We see Mendez come home and be surrounded by antique ornaments of “escape” in his child’s room. There’s something deeply moving as father and son are reunited, in light of where Spielberg and Lucas were helping us to escape to. Vietnam and Watergate fostered distrust of our governing “father” figures, who became distant to us, like Vito to Michael in The Godfather saga, or were exposed as rapaciously evil, like Noah Cross in Chinatown. Star Wars worked to find and redeem the missing or slain father, while Spielberg’s heroes in Close Encounters of the Third Kind and E.T. found familial connection and warmth denied to them at home “out there,” from extraterrestrial visitors who were more consoling than threatening, re-establishing order to chaos. Mendez’s son is probably close in age to young Ben Affleck at that time, 1980, and here the Geek Man-Child tries to reconcile with the faded glories of Hollywood’s mature and revolutionary golden period, man and boy intersecting so it seems. The camera slowly pans across Star Wars and Star Trek action figures, the trinkets of merchandising which became so fundamental to Hollywood (“Where the real money from the movie is made,” to recall Mel Brooks’ Yogurt in the Star Wars parody Spaceballs), but, as I can personally testify, those figures meant something. But did we get lost in the fantasy, forgetting to grow up, remaining Peter Pans (and as Spielberg’s dreadful Hook revealed in 1991, that childlike disposition can be kind of stupid after a while)? The film is depressed by a past fading away, in addition to a murky future world. Everything is prologue to drama. Every present moment is like a Star Wars scroll, where the words drift away into unintelligibility.

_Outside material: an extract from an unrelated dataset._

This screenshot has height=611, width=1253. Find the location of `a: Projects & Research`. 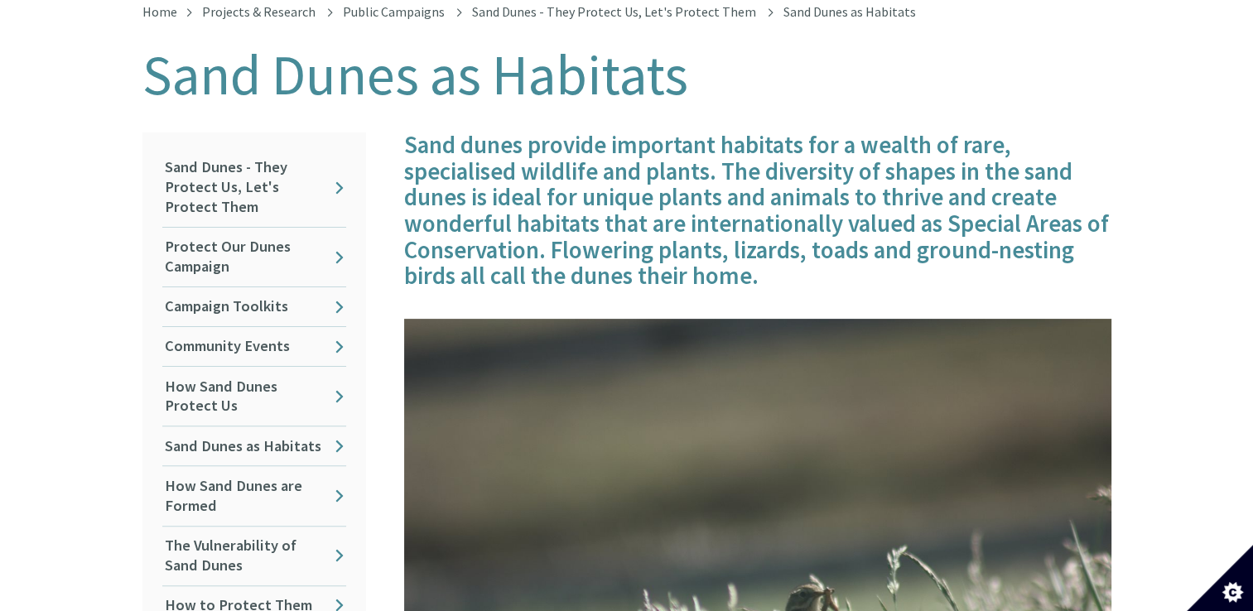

Affleck, no doubt, loves the breadth of the George Lucas and Steven Spielberg space universe that inaugurated a new period in movies (more on that next week), but there’s a plea for memory in Argo’s final moments, yearning for the faded Easy Riders, Raging Bulls years. Affleck has a pointed emphasis on “hard copy” or physical documents here, much like David Fincher’s Zodiac. There’s a perplexing sense of faded material that is so distant from out digital era of virtual space. The “Argo” documents are at last taken to the bowels of the State Department, a moment eerily evocative of the final destination of Spielberg and Lucas’ Ark of the Covenant in Raiders of the Lost Ark, which I think is a structural model for Argo‘s screenplay by Chris Terrio. Movies that open and dissipate in a week’s time, events existing in a vacuum, remind me of a 24-hour news cycle, where history regurgitates without context, endlessly, and real-world moments are shipped off to the Ark’s resting place, if not Rosebud’s devouring fire from Citizen Kane. World events veer uncomfortably close to catastrophic wars between “Us” and “Them,” and the prayer is that cinema can give us some perspective. Or will we, as we have with most of our recent conflicts, simply sit back and passively watch it tick by without end, much like the popular television serials that insist on cliffhanging until the money runs out? Argo is a film where history and entertainment are one in the same, confused and nurturing each other. I think the film invites us to acknowledge and learn from that. But I can’t be sure how it will go over with everyone else, who simply might just be thrilled, satisfied, and ready for the next big adventure film.